Since we’re occupied with work for so many hours each day, Right Livelihood, part of Buddha’s Eightfold Path, is very important to our spiritual progress and is the subject of this essay. Right Livelihood is also translated as Right Occupation.

It's natural at first to expect something from work in the way of attention, promotion, recognition, applause, or admiration. But it’s the ego, the creaturely part of us that is motivating us and that wants those things and not the higher self or soul. When we’re acting from this egocentric craving, we don’t gain spiritually. We all do it that way, but it's not an enlightened way and consequently we write off, in a spiritual sense, all those hours of work. It’s only if we're able to work selflessly, that is, not expecting anything in return that we do gain spiritually.

When we work in the normal manner expecting something for our effort, it seems that nothing happens to us spiritually, but in fact we lose ground. In life itself, we’re either advancing or regressing; there's no such thing as a vacuum. Nature abhors a vacuum. This is the case for spiritual nature also. So unless we act in such a way that the soul, the higher self, benefits we’re tending to feed the ego—it’s always one or the other.

Naturally, for the spiritual person some occupations are better than others. Some of the less desirable ones are in law, business, politics, and commission selling. Although they may be respectable fields, the difficulty is that in each of these we are manipulating people and the ego is the dominant factor in our success. Immanuel Kant, the philosopher, stated that we should treat everyone as an end in himself or herself and not as a means to an end because everyone is an end in themselves. We all have the Divine within us. If we treat people as a means to an end, we’ll have missed the point. And this is what the politician, the lawyer, the person in business does and that's why they're often charming because they want our vote or our money. If for some reason we balk them or frustrate them in their desire, they're not charming anymore. Immediately they're cold to us and they don't like us. So the charm is not real charm and so with other similar occupations. These occupations aren’t bad for everyone. We need people to fill these functions, but they are more appropriate for those who aren’t interested in a spiritual outlook.  

There are some occupations that are good in themselves such as teaching, nursing, doctoring and so forthalthough not absolutelynothing is absolute; everything is relative. It's our attitude, not the thing in itself that matters. Even an ideal occupation in itself is not enough. Nurses and doctors after a while tend to become mechanical and tend to lose the spiritual outlook that would bulwark them against all the misery and the endless suffering, sickness and death they encounter. We can’t blame them because they're so overwhelmed in a way and finally they become almost like machines, so that a lot of the potential good is lost. So nothing can help us in itself; we have to have the right attitude.

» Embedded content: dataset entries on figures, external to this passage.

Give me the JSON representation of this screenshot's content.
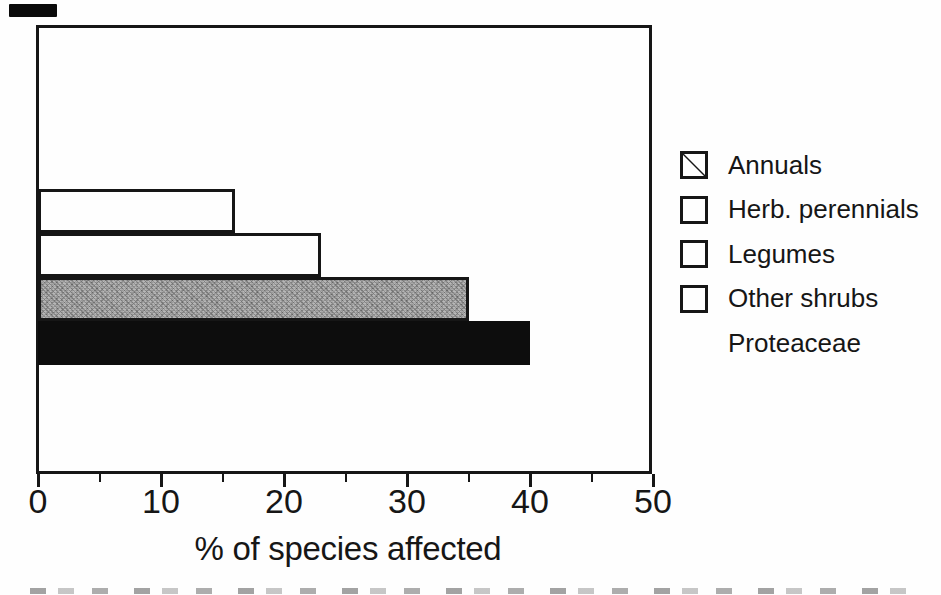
{
  "figure": {
    "background": "#fefefe",
    "ink_color": "#161616"
  },
  "chart_data": {
    "type": "bar",
    "orientation": "horizontal",
    "title": "",
    "xlabel": "% of species affected",
    "ylabel": "",
    "xlim": [
      0,
      50
    ],
    "xticks": [
      0,
      10,
      20,
      30,
      40,
      50
    ],
    "xticks_minor": [
      5,
      15,
      25,
      35,
      45
    ],
    "x_tick_labels": [
      "0",
      "10",
      "20",
      "30",
      "40",
      "50"
    ],
    "grid": false,
    "legend_position": "right",
    "categories": [
      "Annuals",
      "Herb. perennials",
      "Legumes",
      "Other shrubs",
      "Proteaceae"
    ],
    "values": [
      0,
      16,
      23,
      35,
      40
    ],
    "series": [
      {
        "name": "Annuals",
        "value": 0,
        "fill": "white-diagonal"
      },
      {
        "name": "Herb. perennials",
        "value": 16,
        "fill": "white"
      },
      {
        "name": "Legumes",
        "value": 23,
        "fill": "white"
      },
      {
        "name": "Other shrubs",
        "value": 35,
        "fill": "stipple-gray"
      },
      {
        "name": "Proteaceae",
        "value": 40,
        "fill": "black"
      }
    ],
    "colors": {
      "outline": "#161616",
      "white_fill": "#fefefe",
      "stipple_gray_fill": "#a8a8a8",
      "black_fill": "#0d0d0d"
    }
  }
}
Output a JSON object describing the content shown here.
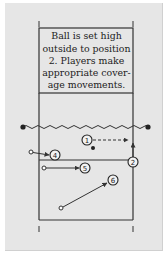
{
  "diagram": {
    "caption": "Ball is set high outside to position 2. Players make appropriate coverage movements.",
    "caption_lines": [
      "Ball is set high",
      "outside to position",
      "2. Players make",
      "appropriate cover-",
      "age movements."
    ],
    "colors": {
      "background": "#e6e6e6",
      "lines": "#333333",
      "net": "#333333"
    },
    "players": [
      {
        "label": "1",
        "x": 87,
        "y": 140
      },
      {
        "label": "2",
        "x": 133,
        "y": 162
      },
      {
        "label": "4",
        "x": 55,
        "y": 155
      },
      {
        "label": "5",
        "x": 85,
        "y": 168
      },
      {
        "label": "6",
        "x": 113,
        "y": 180
      }
    ],
    "ball": {
      "x": 93,
      "y": 148
    },
    "movements": [
      {
        "from_player": "1",
        "style": "dashed",
        "to": "right sideline near net"
      },
      {
        "from_player": "2",
        "style": "solid",
        "to": "toward net"
      },
      {
        "from_player": "4",
        "style": "solid",
        "origin": [
          31,
          152
        ]
      },
      {
        "from_player": "5",
        "style": "solid",
        "origin": [
          44,
          168
        ]
      },
      {
        "from_player": "6",
        "style": "solid",
        "origin": [
          61,
          208
        ]
      }
    ]
  }
}
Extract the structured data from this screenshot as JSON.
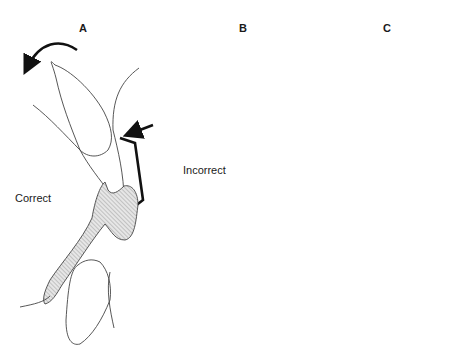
{
  "figure": {
    "panels": [
      {
        "id": "A",
        "label": "A",
        "caption": "Correct"
      },
      {
        "id": "B",
        "label": "B",
        "caption": "Incorrect"
      },
      {
        "id": "C",
        "label": "C",
        "caption": ""
      }
    ],
    "colors": {
      "outline": "#333333",
      "wire": "#111111",
      "hatch_fill": "#dcdcdc",
      "background": "#ffffff"
    }
  }
}
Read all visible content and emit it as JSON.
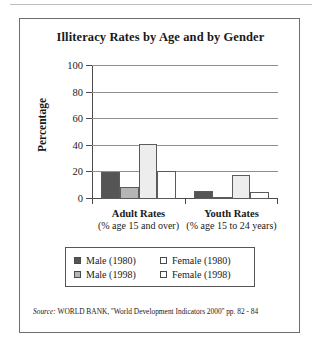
{
  "chart_data": {
    "type": "bar",
    "title": "Illiteracy Rates by Age and by Gender",
    "xlabel": "",
    "ylabel": "Percentage",
    "ylim": [
      0,
      100
    ],
    "yticks": [
      0,
      20,
      40,
      60,
      80,
      100
    ],
    "grid": true,
    "legend_position": "bottom",
    "categories": [
      "Adult Rates",
      "Youth Rates"
    ],
    "category_sublabels": [
      "(% age 15 and over)",
      "(% age 15 to 24 years)"
    ],
    "series": [
      {
        "name": "Male (1980)",
        "values": [
          20,
          6
        ],
        "color": "#555555"
      },
      {
        "name": "Male (1998)",
        "values": [
          9,
          1
        ],
        "color": "#b5b5b5"
      },
      {
        "name": "Female (1980)",
        "values": [
          41,
          18
        ],
        "color": "#ededed"
      },
      {
        "name": "Female (1998)",
        "values": [
          21,
          5
        ],
        "color": "#ffffff"
      }
    ],
    "source": "Source: WORLD BANK, ''World Development Indicators 2000'' pp. 82 - 84",
    "source_keyword": "Source:",
    "source_rest": " WORLD BANK, ''World Development Indicators 2000'' pp. 82 - 84"
  },
  "legend": {
    "entries": [
      {
        "label": "Male (1980)"
      },
      {
        "label": "Female (1980)"
      },
      {
        "label": "Male (1998)"
      },
      {
        "label": "Female (1998)"
      }
    ]
  }
}
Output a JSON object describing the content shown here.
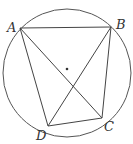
{
  "diagram": {
    "type": "geometry",
    "circle": {
      "cx": 67,
      "cy": 73,
      "r": 64,
      "center_marked": true
    },
    "points": {
      "A": {
        "label": "A",
        "x": 20,
        "y": 28
      },
      "B": {
        "label": "B",
        "x": 111,
        "y": 27
      },
      "C": {
        "label": "C",
        "x": 102,
        "y": 118
      },
      "D": {
        "label": "D",
        "x": 48,
        "y": 126
      }
    },
    "segments": [
      "AB",
      "BC",
      "CD",
      "DA",
      "AC",
      "BD"
    ],
    "stroke_color": "#444444"
  }
}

Even humanitarian work must be done in a way so that in the course of helping others the ego is diminishedthat's the purpose of it. The secret of work then is to act in such a way that our soul, our higher self, benefits and as a result the ego is slowly killed. How can we do that since it's so unnatural, so against the grain? We can't unless we meditate, unless we turn deep within especially in the morning before the day and its activities get a hold of us. Then we may get a sense of how we want to live that day and slowly we build up a momentum for the future.

Buddha’s life and teachings, as well as Krishna in the Bhagavad Gita, and other luminaries help us by providing another angle of approach, another motivation for our work and livelihood.